TIMES, TIME, AND HALF A TIME. A HISTORY OF THE NEW MILLENNIUM.

Comments on a cultural reality between past and future.

This blog describes Metatime in the Posthuman experience, drawn from Sir Isaac Newton's secret work on the future end of times, a tract in which he described Histories of Things to Come. His hidden papers on the occult were auctioned to two private buyers in 1936 at Sotheby's, but were not available for public research until the 1990s.



Saturday, February 26, 2011

Ultimate Urbex: Abandoned Soviet-era Particle Accelerator


Caption for the above photo: Once upon a time in a Soviet Union far, far away, Russia set out to build the world's largest particle accelerator under a small town called Protvino. Already plagued by setbacks, the work on the accelerator ceased after the fall of the Soviet Union and it's been abandoned since.

Dvice is reporting on a set of incredible Urbex photos of an abandoned Soviet particle accelerator. It's amazing to see one of the foremost symbols of futuristic science of our current era reduced to an Urbex ruin.  Will this be how future peoples see the wreckage of our research and our civilization?  All photo sources are from the first cited sites for the image above.  Also below is an excerpt from an article about an accident that took place at this site, in which a scientist was exposed to the accelerator while it was in full operation.  This is the only such case in human history.

Thursday, February 24, 2011

End of an Era: Discovery's Last Launch Today

NASA Tribute to Discovery with the insignia of all her missions.  Image Source: Wiki.

A spacecraft that has been vitally important to the history of human exploration is about to be retired.  Up to the last minute, it wasn't clear if the Space Shuttle Discovery would make her launch today.  First flown in 1984, this will be her 39th and final mission.  The Shuttle retires amid discussion that NASA's space program is giving way to private space firms, such as Elon Musk's SpaceX.  According to The Space Review, other companies in the running for significant commercial participation in the American space program are Boeing, Orbital Sciences Corporation, Sierra Nevada Corporation, and United Launch Alliance (ULA).

Wednesday, February 23, 2011

Thank You

My blog just passed the 100,000 hits mark tonight.  Thank you very much to everyone who stops in to read my posts.  Time is precious and I appreciate your spending some of it here.

Time Lapses: How Small We Are

Image Source: I09.

I09 recently carried some amazing time lapse videos of Chilean telescopes watching the night skies; the site is "the largest astronomical project in human history."  I've rarely seen star-gazing videos that make our place in the Milky Way Galaxy so clear.  See the videos below the jump.

Tuesday, February 22, 2011

Google Planning an Interplanetary Internet System


Popsci is reporting that Google is developing an Internet system that can be used between spacecraft (Hat tip: @swadeshine).  Popsci is picking up on an original interview with Google’s 'Chief Internet Evangelist,' Vint Cerf at Network World about the development of an extraterrestrial Internet:
Google wants to install “InterPlanetary internet protocols” (IP IP?) on spacecraft, using them as an interwoven network of new space-based communication nodes. ... Google realized as far back as 1998 that space-based Internet has problems that don’t face the traditional Internet design — speed-of-light communications are instant on Earth, but at interplanetary distances, that’s slow, and can cause problems. An interplantary network could help overcome these problems.

The approach uses delay-tolerant networking, or Bundle Protocol, as distinct from Internet Protocol. The International Space Station uses Bundle Protocol, which defines blocks of data as a bundle, each of which contains enough information to avoid processing interruptions even in a delay.

This year, Google wants to standardize the interplanetary protocols and make them available to all the space-faring countries. ... “Potentially every spacecraft launched from that time on will be interwoven from a communications point of view. But perhaps more important, when the spacecraft have finished their primary missions, if they are still functionally operable — they have power, computer, communications — they can become nodes in an interplanetary backbone.”
The concept of Interplanetary Internet is about a year old.  The Website of the Delay-Tolerant Networking Research Group (DTNRG), an open research group on this question, is here.

Monday, February 21, 2011

A Tale of Two Internets: Democratic Online Revolutions and Not-So-Democratic Internet Hoaxes

Respond to business proposals

Manage relationships

Match your personal style

Image Sources: Gmail Autopilot.

There's a tongue-in-cheek report at Red Gage (here) that Google is experimenting with artificial intelligence technology to help Gmail users field the avalanche of messages in their inboxes with auto-responses (Hat Tip: @Altaire).  This is the kind of funny little Internet story people talk about over the water cooler at work.  But it has huge implications.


Work to be completed:
Exclude the pictures, then restate exactly each line of the data below from the first through the line containing "Image is 644x328 pixels.".

** Records for processing follows **

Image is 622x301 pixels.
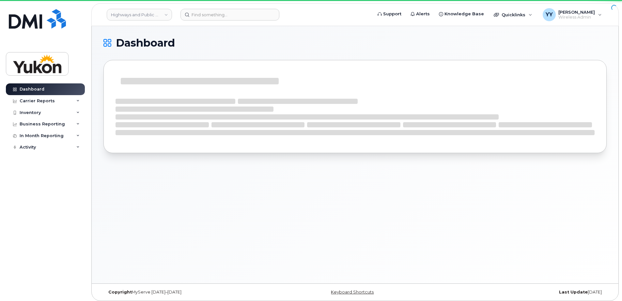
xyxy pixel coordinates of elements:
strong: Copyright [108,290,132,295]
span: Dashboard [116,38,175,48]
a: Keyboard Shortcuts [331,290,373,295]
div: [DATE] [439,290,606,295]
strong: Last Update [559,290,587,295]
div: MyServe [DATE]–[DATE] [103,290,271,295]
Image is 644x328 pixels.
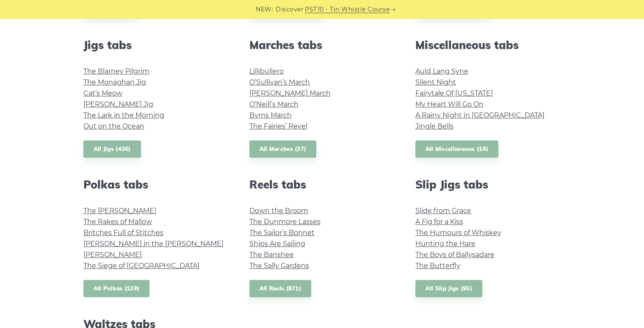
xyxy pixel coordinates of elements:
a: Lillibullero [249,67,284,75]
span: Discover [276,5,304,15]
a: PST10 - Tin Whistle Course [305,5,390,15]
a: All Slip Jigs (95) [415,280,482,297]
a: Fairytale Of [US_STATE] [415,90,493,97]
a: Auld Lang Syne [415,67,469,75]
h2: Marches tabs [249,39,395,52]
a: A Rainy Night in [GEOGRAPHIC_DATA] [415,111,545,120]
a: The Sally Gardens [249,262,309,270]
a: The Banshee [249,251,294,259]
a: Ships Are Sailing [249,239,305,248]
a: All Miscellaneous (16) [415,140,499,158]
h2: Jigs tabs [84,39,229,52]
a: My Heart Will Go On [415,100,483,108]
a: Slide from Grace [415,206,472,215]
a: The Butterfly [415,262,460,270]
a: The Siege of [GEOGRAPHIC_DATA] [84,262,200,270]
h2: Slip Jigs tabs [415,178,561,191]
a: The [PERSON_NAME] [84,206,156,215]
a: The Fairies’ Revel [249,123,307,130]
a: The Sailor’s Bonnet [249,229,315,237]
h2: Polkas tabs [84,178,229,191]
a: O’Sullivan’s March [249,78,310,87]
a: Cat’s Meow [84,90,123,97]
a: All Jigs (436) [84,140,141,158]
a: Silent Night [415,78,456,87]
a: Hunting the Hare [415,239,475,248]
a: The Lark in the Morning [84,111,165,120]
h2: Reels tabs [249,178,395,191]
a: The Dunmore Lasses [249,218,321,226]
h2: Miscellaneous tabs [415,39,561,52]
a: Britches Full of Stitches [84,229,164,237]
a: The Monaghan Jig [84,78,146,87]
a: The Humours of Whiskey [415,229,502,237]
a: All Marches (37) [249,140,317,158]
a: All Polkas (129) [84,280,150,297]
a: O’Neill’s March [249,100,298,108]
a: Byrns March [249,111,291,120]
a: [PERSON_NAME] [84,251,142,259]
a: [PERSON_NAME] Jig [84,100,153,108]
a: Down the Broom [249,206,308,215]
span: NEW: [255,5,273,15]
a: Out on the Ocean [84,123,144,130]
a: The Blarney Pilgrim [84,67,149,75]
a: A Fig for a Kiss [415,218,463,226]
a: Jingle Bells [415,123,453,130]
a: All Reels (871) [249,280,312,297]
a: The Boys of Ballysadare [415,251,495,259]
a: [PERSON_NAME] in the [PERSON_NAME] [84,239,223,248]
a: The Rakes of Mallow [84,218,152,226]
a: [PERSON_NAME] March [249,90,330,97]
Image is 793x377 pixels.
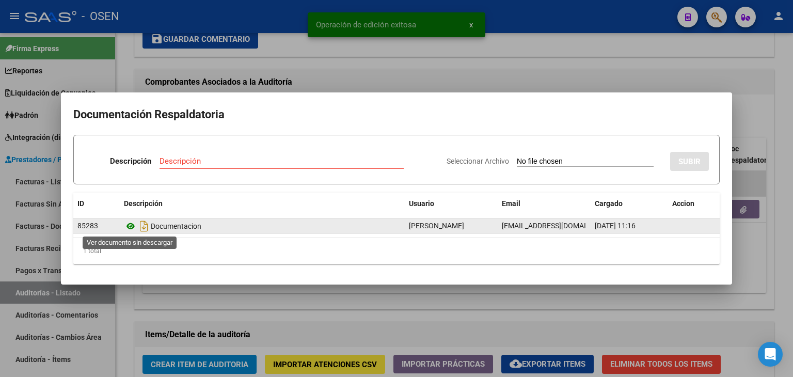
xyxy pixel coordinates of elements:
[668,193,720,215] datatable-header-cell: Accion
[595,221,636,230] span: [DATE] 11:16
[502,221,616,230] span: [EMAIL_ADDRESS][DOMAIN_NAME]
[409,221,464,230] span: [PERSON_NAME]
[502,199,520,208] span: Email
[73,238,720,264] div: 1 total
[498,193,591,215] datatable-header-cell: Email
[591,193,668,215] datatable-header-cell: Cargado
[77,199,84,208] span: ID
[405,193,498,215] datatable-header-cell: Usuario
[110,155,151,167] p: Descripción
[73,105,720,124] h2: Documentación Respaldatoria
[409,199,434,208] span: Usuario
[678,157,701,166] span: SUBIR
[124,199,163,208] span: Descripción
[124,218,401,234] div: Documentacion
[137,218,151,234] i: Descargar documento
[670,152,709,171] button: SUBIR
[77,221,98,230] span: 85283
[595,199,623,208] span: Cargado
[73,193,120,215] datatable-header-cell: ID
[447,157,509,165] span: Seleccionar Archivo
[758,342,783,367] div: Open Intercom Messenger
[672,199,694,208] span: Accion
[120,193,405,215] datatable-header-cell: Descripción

** End of Records for processing **

Result:
Image is 622x301 pixels.
xyxy pixel coordinates of elements:
strong: Copyright [108,290,132,295]
span: Dashboard [116,38,175,48]
a: Keyboard Shortcuts [331,290,373,295]
div: [DATE] [439,290,606,295]
strong: Last Update [559,290,587,295]
div: MyServe [DATE]–[DATE] [103,290,271,295]
Image is 644x328 pixels.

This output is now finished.